I have an application that has the ability to update myself. It downloads the jar file from the network, and then tries to replace the used jar to run this application by downloading it. But I canβt do this because the file is locked by windows, because the application is still running.
Does anyone know about this?
One popular solution for this is to run your update as a standalone program. Have you ever noticed that Firefox should restart when it is updated? This is because a separate process (updater.exe) updates the files and then starts Firefox again.
You can try this approach. The only obstacle I see in the way is trying to automate the MAIN program to close it. The only portable way to do this (in my head) is to use the main application to wait for an error signal through the local socket, and the updater can send the command through the local network. Another thing you should consider is that the updater should run in a separate Java process. If your main program simply creates a new Updater object, Updater will coexist with the main JVM program, which brings you back to the square.
I think the right thing here is to restart the application. Event, if you can update the jar at runtime, all kinds of errors may occur after versions of classes, different classes, different implementations, etc.
This issue has already been resolved by OSGi.
The real problem is not downloading the new version of jar. This can be done using your own class loader, which frees file locking. The real problem is how to handle instances of different versions of the same class .
Restarting omits this problem. If you really need different versions of jar in one application, use OSGi.
A typical way to do this is to write a separate update file that will be called by your main program when it sees the update. At this time, your main program can start the update in a new process and exit. The updater may wait for the main program to exit, download and copy the updated files, and restart the main program.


# WHAT YOU NEED TO DO:
Under this line sits a listing. Repeat exactly and only its lines from the one holding "Decompose this screenshot" through the one holding "Find all labels, buttons, inputs, and"; skip pictures.

==== DATA PROVIDED ====

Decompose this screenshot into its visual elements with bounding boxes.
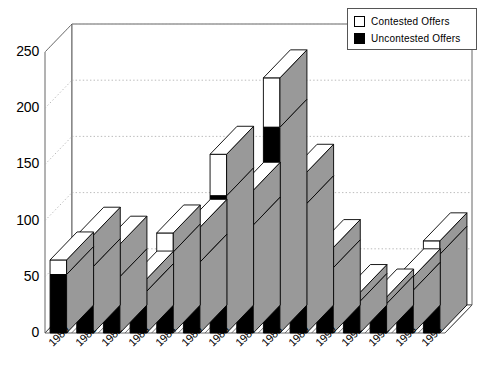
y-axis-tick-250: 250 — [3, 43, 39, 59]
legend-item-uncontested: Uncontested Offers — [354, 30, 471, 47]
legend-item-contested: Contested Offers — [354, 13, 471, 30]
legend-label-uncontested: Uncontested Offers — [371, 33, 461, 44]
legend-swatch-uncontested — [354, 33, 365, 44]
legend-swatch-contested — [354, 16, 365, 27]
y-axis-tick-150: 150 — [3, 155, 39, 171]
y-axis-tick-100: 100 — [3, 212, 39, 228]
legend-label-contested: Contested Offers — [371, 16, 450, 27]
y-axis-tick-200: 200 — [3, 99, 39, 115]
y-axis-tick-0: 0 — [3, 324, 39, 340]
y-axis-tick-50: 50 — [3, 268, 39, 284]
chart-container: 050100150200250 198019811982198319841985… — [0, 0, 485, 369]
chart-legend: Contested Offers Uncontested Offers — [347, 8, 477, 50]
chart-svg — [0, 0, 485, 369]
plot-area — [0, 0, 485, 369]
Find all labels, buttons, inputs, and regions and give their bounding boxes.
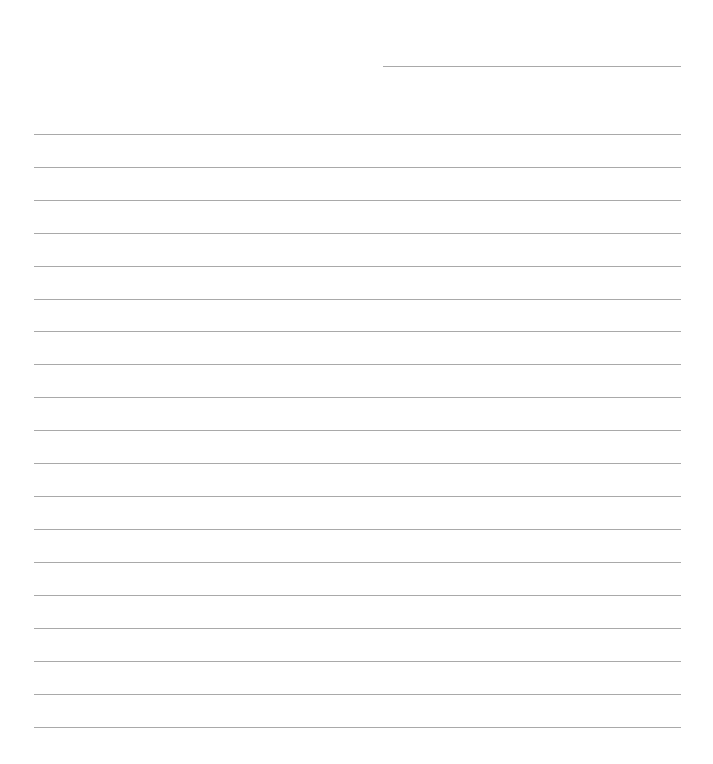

====
==== DATA PROVIDED ====

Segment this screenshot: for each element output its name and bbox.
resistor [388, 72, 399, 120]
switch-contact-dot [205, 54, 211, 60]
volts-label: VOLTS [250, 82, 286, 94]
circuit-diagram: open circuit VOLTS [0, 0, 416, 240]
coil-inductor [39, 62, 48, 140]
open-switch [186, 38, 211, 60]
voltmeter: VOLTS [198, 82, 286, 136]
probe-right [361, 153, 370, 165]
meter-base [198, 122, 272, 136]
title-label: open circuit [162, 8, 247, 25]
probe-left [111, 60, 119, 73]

====
==== DATA PROVIDED ====

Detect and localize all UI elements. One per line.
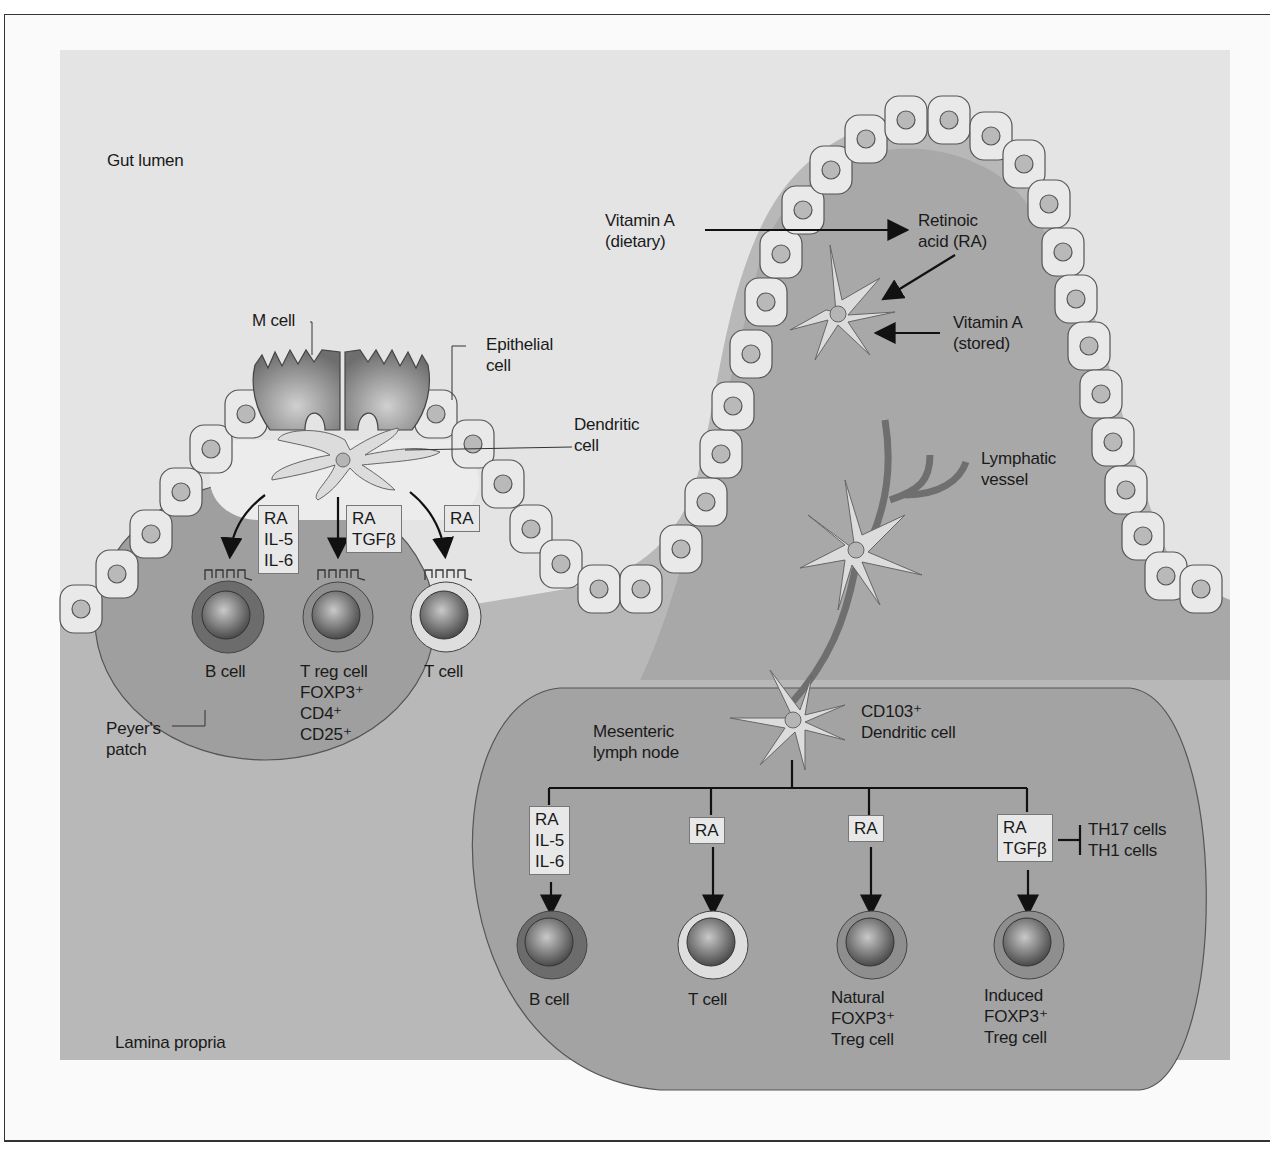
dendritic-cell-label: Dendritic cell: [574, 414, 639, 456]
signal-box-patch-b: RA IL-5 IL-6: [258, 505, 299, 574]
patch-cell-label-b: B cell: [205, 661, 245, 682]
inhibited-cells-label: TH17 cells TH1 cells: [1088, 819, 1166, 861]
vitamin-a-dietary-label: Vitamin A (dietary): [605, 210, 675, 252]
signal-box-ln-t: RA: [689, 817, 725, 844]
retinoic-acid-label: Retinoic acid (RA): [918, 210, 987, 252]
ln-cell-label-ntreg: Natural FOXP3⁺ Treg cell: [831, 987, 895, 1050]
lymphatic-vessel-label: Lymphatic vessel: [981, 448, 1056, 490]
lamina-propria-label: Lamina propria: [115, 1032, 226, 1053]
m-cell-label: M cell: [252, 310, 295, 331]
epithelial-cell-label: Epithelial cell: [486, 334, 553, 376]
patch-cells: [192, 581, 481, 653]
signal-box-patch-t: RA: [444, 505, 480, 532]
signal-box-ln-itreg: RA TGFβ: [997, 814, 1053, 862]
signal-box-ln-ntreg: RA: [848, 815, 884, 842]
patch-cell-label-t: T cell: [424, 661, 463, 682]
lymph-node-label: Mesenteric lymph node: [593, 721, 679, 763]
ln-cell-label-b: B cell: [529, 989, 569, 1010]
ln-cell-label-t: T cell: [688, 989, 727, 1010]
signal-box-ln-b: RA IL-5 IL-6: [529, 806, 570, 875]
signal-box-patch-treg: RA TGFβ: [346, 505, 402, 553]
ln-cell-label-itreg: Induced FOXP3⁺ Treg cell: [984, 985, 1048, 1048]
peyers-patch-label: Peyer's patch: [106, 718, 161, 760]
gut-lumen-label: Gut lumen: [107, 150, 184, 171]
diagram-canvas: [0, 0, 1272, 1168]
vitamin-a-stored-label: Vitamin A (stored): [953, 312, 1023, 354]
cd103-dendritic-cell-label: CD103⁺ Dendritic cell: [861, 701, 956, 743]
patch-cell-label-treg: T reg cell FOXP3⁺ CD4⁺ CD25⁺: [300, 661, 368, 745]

====

# SOLUTION FOR THIS TASK:
Decompose this screenshot into its visual elements with bounding boxes.
y-axis-tick-250: 250 — [3, 43, 39, 59]
legend-item-uncontested: Uncontested Offers — [354, 30, 471, 47]
legend-item-contested: Contested Offers — [354, 13, 471, 30]
legend-label-uncontested: Uncontested Offers — [371, 33, 461, 44]
legend-swatch-uncontested — [354, 33, 365, 44]
legend-swatch-contested — [354, 16, 365, 27]
y-axis-tick-150: 150 — [3, 155, 39, 171]
y-axis-tick-100: 100 — [3, 212, 39, 228]
legend-label-contested: Contested Offers — [371, 16, 450, 27]
y-axis-tick-200: 200 — [3, 99, 39, 115]
y-axis-tick-0: 0 — [3, 324, 39, 340]
y-axis-tick-50: 50 — [3, 268, 39, 284]
chart-container: 050100150200250 198019811982198319841985… — [0, 0, 485, 369]
chart-legend: Contested Offers Uncontested Offers — [347, 8, 477, 50]
chart-svg — [0, 0, 485, 369]
plot-area — [0, 0, 485, 369]
Find all labels, buttons, inputs, and regions and give their bounding boxes.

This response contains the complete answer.